Feed

Bitcoin and S&P 500 Look Weaker When Measured Against Money Supply Growth

A CoinDesk analysis says bitcoin and the S&P 500 look less robust when their prices are adjusted for growth in the U.S. M2 money supply. The comparison suggests nominal market highs may be masking a thinner valuation picture for risk assets.

What happened?

A CoinDesk analysis says bitcoin and the S&P 500 look less robust when their prices are adjusted for growth in the U.S. M2 money supply. The comparison suggests nominal market highs may be masking a thinner valuation picture for risk assets.

Why it matters

Bitcoin and the S&P 500 appear less impressive when viewed against the expansion of the U.S. M2 money supply, according to a CoinDesk market analysis published June 17. The report argues that dollar-denominated price charts may understate how much asset valuations have been shaped by growth in the supply of liquid money.

Bitcoin and the S&P 500 appear less impressive when viewed against the expansion of the U.S. M2 money supply, according to a CoinDesk market analysis published June 17. The report argues that dollar-denominated price charts may understate how much asset valuations have been shaped by growth in the supply of liquid money.

The distinction matters because investors often judge market strength by nominal prices. Bitcoin has fallen to about $66,000 from a $126,000 peak in October, while the S&P 500 remains near record levels. But adjusting both assets for M2, which includes cash, checking and savings deposits, money market funds and certificates of deposit, produces a more cautious reading.

For bitcoin, the BTC-to-M2 ratio has weakened after climbing sharply from 2023 through 2025. CoinDesk noted that the ratio appears to have formed a head-and-shoulders pattern, a formation technical analysts often interpret as bearish. If that pattern holds, the analysis suggests bitcoin’s ability to outpace growth in the dollar supply may be fading, at least for now.

The same lens changes the story for equities. In nominal terms, the S&P 500 is far above its dot-com-era level, hovering near 7,511 compared with roughly 1,500 around its 2000 peak. Adjusted for M2 growth, however, CoinDesk says the index has only recently returned to that earlier high.

That does not mean today’s equity market is identical to the dot-com bubble. The report notes that corporate earnings are generally viewed as stronger and more durable than in 1999-2000. Still, the money-supply-adjusted comparison suggests that a quarter-century of monetary expansion has been required for the index to regain its prior valuation level on this measure.

CoinDesk framed bitcoin as a potential signal for broader risk appetite because it has sometimes moved ahead of wider macro shifts. Whether the weaker money-adjusted readings lead to broader market pressure remains uncertain, but the analysis adds context for readers looking beyond headline price charts.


▶ **Required action**
An exact copy of the entries is required, with every image omitted.

▶ **Provided entries**
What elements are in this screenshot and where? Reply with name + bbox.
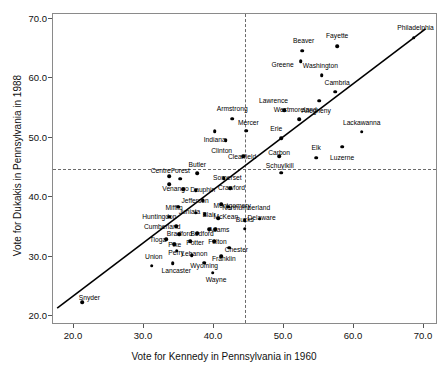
data-point: [279, 171, 283, 175]
data-point: [230, 117, 234, 121]
point-label: Bedford: [190, 230, 213, 237]
point-label: Elk: [312, 144, 321, 151]
point-label: Armstrong: [217, 104, 248, 111]
data-point: [213, 129, 217, 133]
point-label: Centre: [151, 166, 171, 173]
point-label: Butler: [188, 161, 205, 168]
x-tick: [213, 324, 214, 328]
point-label: Jefferson: [181, 196, 208, 203]
y-tick: [48, 18, 52, 19]
point-label: Dauphin: [190, 186, 215, 193]
point-label: Mercer: [238, 118, 259, 125]
x-tick-label: 60.0: [344, 330, 363, 341]
data-point: [244, 129, 248, 133]
point-label: Indiana: [204, 136, 226, 143]
point-label: Cambria: [325, 78, 350, 85]
x-tick: [73, 324, 74, 328]
y-tick: [48, 315, 52, 316]
point-label: Venango: [162, 185, 188, 192]
point-label: Greene: [271, 60, 293, 67]
data-point: [335, 44, 339, 48]
data-point: [360, 130, 364, 134]
point-label: Forest: [171, 166, 190, 173]
scatter-plot-figure: PhiladelphiaFayetteBeaverGreeneWashingto…: [0, 0, 448, 373]
data-point: [150, 264, 154, 268]
point-label: Bucks: [236, 215, 254, 222]
point-label: Fayette: [326, 31, 348, 38]
point-label: Luzerne: [330, 153, 354, 160]
x-tick-label: 30.0: [134, 330, 153, 341]
point-label: Wayne: [206, 275, 227, 282]
point-label: Snyder: [79, 294, 100, 301]
data-point: [211, 271, 215, 275]
data-point: [243, 227, 247, 231]
y-tick-label: 40.0: [29, 191, 48, 202]
y-tick-label: 60.0: [29, 72, 48, 83]
point-label: Union: [145, 253, 162, 260]
point-label: Juniata: [179, 208, 201, 215]
y-tick-label: 20.0: [29, 310, 48, 321]
data-point: [171, 261, 175, 265]
point-label: Washington: [303, 61, 338, 68]
data-point: [320, 73, 324, 77]
point-label: Huntingdon: [142, 213, 176, 220]
plot-area: PhiladelphiaFayetteBeaverGreeneWashingto…: [52, 13, 437, 324]
data-point: [412, 36, 416, 40]
point-label: Lebanon: [181, 250, 207, 257]
y-tick-label: 30.0: [29, 250, 48, 261]
y-tick-label: 70.0: [29, 12, 48, 23]
data-point: [340, 145, 344, 149]
y-tick: [48, 256, 52, 257]
point-label: Westmoreland: [274, 106, 317, 113]
y-tick-label: 50.0: [29, 131, 48, 142]
point-label: Lawrence: [259, 97, 288, 104]
x-tick-label: 70.0: [414, 330, 433, 341]
x-tick-label: 50.0: [274, 330, 293, 341]
point-label: Lackawanna: [343, 118, 381, 125]
point-label: McKean: [214, 213, 239, 220]
x-tick: [353, 324, 354, 328]
point-label: Northumberland: [222, 203, 270, 210]
data-point: [333, 90, 337, 94]
data-point: [279, 136, 283, 140]
data-point: [300, 49, 304, 53]
regression-line: [53, 14, 436, 323]
point-label: Somerset: [213, 173, 242, 180]
data-point: [81, 301, 85, 305]
x-tick: [143, 324, 144, 328]
y-tick: [48, 137, 52, 138]
y-tick: [48, 77, 52, 78]
y-axis-title: Vote for Dukakis in Pennsylvania in 1988: [12, 56, 23, 276]
x-tick: [283, 324, 284, 328]
data-point: [298, 117, 302, 121]
point-label: Beaver: [293, 36, 314, 43]
data-point: [317, 99, 321, 103]
point-label: Chester: [225, 245, 248, 252]
point-label: Crawford: [218, 184, 245, 191]
point-label: Cumberland: [144, 222, 180, 229]
point-label: Clearfield: [228, 152, 256, 159]
point-label: Tioga: [150, 236, 166, 243]
point-label: Fulton: [208, 238, 227, 245]
x-axis-title: Vote for Kennedy in Pennsylvania in 1960: [0, 351, 448, 362]
point-label: Pike: [168, 241, 181, 248]
data-point: [314, 156, 318, 160]
point-label: Bradford: [167, 230, 193, 237]
point-label: Carbon: [268, 148, 290, 155]
point-label: Lancaster: [162, 267, 191, 274]
point-label: Schuylkill: [266, 162, 294, 169]
data-point: [167, 175, 171, 179]
point-label: Erie: [270, 125, 282, 132]
point-label: Philadelphia: [397, 24, 433, 31]
data-point: [195, 172, 199, 176]
point-label: Wyoming: [190, 261, 218, 268]
point-label: Potter: [186, 239, 204, 246]
y-tick: [48, 196, 52, 197]
x-tick: [423, 324, 424, 328]
x-tick-label: 20.0: [64, 330, 83, 341]
x-tick-label: 40.0: [204, 330, 223, 341]
data-point: [179, 177, 183, 181]
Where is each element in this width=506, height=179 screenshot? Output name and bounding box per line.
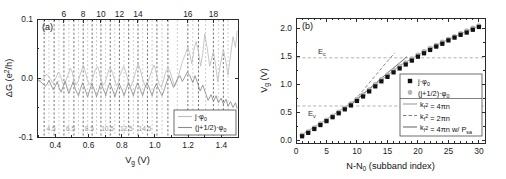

▶ **Task solution**
What elements are in this screenshot and where? Reply with name + bbox.
data-point: [279, 171, 283, 175]
data-point: [230, 117, 234, 121]
point-label: Bedford: [190, 230, 213, 237]
point-label: Elk: [312, 144, 321, 151]
point-label: Armstrong: [217, 104, 248, 111]
data-point: [213, 129, 217, 133]
point-label: Centre: [151, 166, 171, 173]
point-label: Butler: [188, 161, 205, 168]
x-tick: [213, 324, 214, 328]
point-label: Jefferson: [181, 196, 208, 203]
y-tick: [48, 18, 52, 19]
point-label: Dauphin: [190, 186, 215, 193]
point-label: Mercer: [238, 118, 259, 125]
x-tick-label: 60.0: [344, 330, 363, 341]
data-point: [244, 129, 248, 133]
point-label: Indiana: [204, 136, 226, 143]
point-label: Cambria: [325, 78, 350, 85]
x-tick: [73, 324, 74, 328]
y-tick: [48, 315, 52, 316]
point-label: Venango: [162, 185, 188, 192]
point-label: Greene: [271, 60, 293, 67]
data-point: [335, 44, 339, 48]
data-point: [360, 130, 364, 134]
point-label: Forest: [171, 166, 190, 173]
scatter-plot-figure: PhiladelphiaFayetteBeaverGreeneWashingto…: [0, 0, 448, 373]
data-point: [150, 264, 154, 268]
point-label: Bucks: [236, 215, 254, 222]
point-label: Fayette: [326, 31, 348, 38]
point-label: Luzerne: [330, 153, 354, 160]
x-tick-label: 30.0: [134, 330, 153, 341]
point-label: Wayne: [206, 275, 227, 282]
point-label: Snyder: [79, 294, 100, 301]
data-point: [211, 271, 215, 275]
data-point: [243, 227, 247, 231]
y-tick-label: 40.0: [29, 191, 48, 202]
y-tick-label: 60.0: [29, 72, 48, 83]
point-label: Union: [145, 253, 162, 260]
point-label: Juniata: [179, 208, 201, 215]
y-tick-label: 20.0: [29, 310, 48, 321]
data-point: [171, 261, 175, 265]
point-label: Washington: [303, 61, 338, 68]
data-point: [320, 73, 324, 77]
point-label: Huntingdon: [142, 213, 176, 220]
plot-area: PhiladelphiaFayetteBeaverGreeneWashingto…: [52, 13, 437, 324]
data-point: [412, 36, 416, 40]
point-label: Lebanon: [181, 250, 207, 257]
y-tick-label: 30.0: [29, 250, 48, 261]
y-tick-label: 70.0: [29, 12, 48, 23]
data-point: [340, 145, 344, 149]
y-tick: [48, 256, 52, 257]
point-label: Westmoreland: [274, 106, 317, 113]
y-tick-label: 50.0: [29, 131, 48, 142]
point-label: Lawrence: [259, 97, 288, 104]
x-tick-label: 70.0: [414, 330, 433, 341]
x-tick-label: 50.0: [274, 330, 293, 341]
point-label: Lackawanna: [343, 118, 381, 125]
point-label: McKean: [214, 213, 239, 220]
x-tick: [353, 324, 354, 328]
point-label: Northumberland: [222, 203, 270, 210]
data-point: [333, 90, 337, 94]
data-point: [279, 136, 283, 140]
data-point: [300, 49, 304, 53]
regression-line: [53, 14, 436, 323]
point-label: Somerset: [213, 173, 242, 180]
data-point: [81, 301, 85, 305]
x-tick: [143, 324, 144, 328]
y-tick: [48, 137, 52, 138]
y-tick: [48, 77, 52, 78]
y-axis-title: Vote for Dukakis in Pennsylvania in 1988: [12, 56, 23, 276]
x-tick: [283, 324, 284, 328]
data-point: [298, 117, 302, 121]
point-label: Beaver: [293, 36, 314, 43]
data-point: [317, 99, 321, 103]
point-label: Chester: [225, 245, 248, 252]
point-label: Crawford: [218, 184, 245, 191]
point-label: Cumberland: [144, 222, 180, 229]
point-label: Clearfield: [228, 152, 256, 159]
point-label: Tioga: [150, 236, 166, 243]
point-label: Fulton: [208, 238, 227, 245]
x-axis-title: Vote for Kennedy in Pennsylvania in 1960: [0, 351, 448, 362]
point-label: Pike: [168, 241, 181, 248]
data-point: [314, 156, 318, 160]
point-label: Bradford: [167, 230, 193, 237]
point-label: Carbon: [268, 148, 290, 155]
point-label: Lancaster: [162, 267, 191, 274]
point-label: Schuylkill: [266, 162, 294, 169]
data-point: [167, 175, 171, 179]
point-label: Erie: [270, 125, 282, 132]
point-label: Philadelphia: [397, 24, 433, 31]
data-point: [195, 172, 199, 176]
point-label: Wyoming: [190, 261, 218, 268]
point-label: Potter: [186, 239, 204, 246]
y-tick: [48, 196, 52, 197]
x-tick: [423, 324, 424, 328]
x-tick-label: 20.0: [64, 330, 83, 341]
x-tick-label: 40.0: [204, 330, 223, 341]
data-point: [179, 177, 183, 181]
Where is each element in this width=506, height=179 screenshot? Output name and bounding box per line.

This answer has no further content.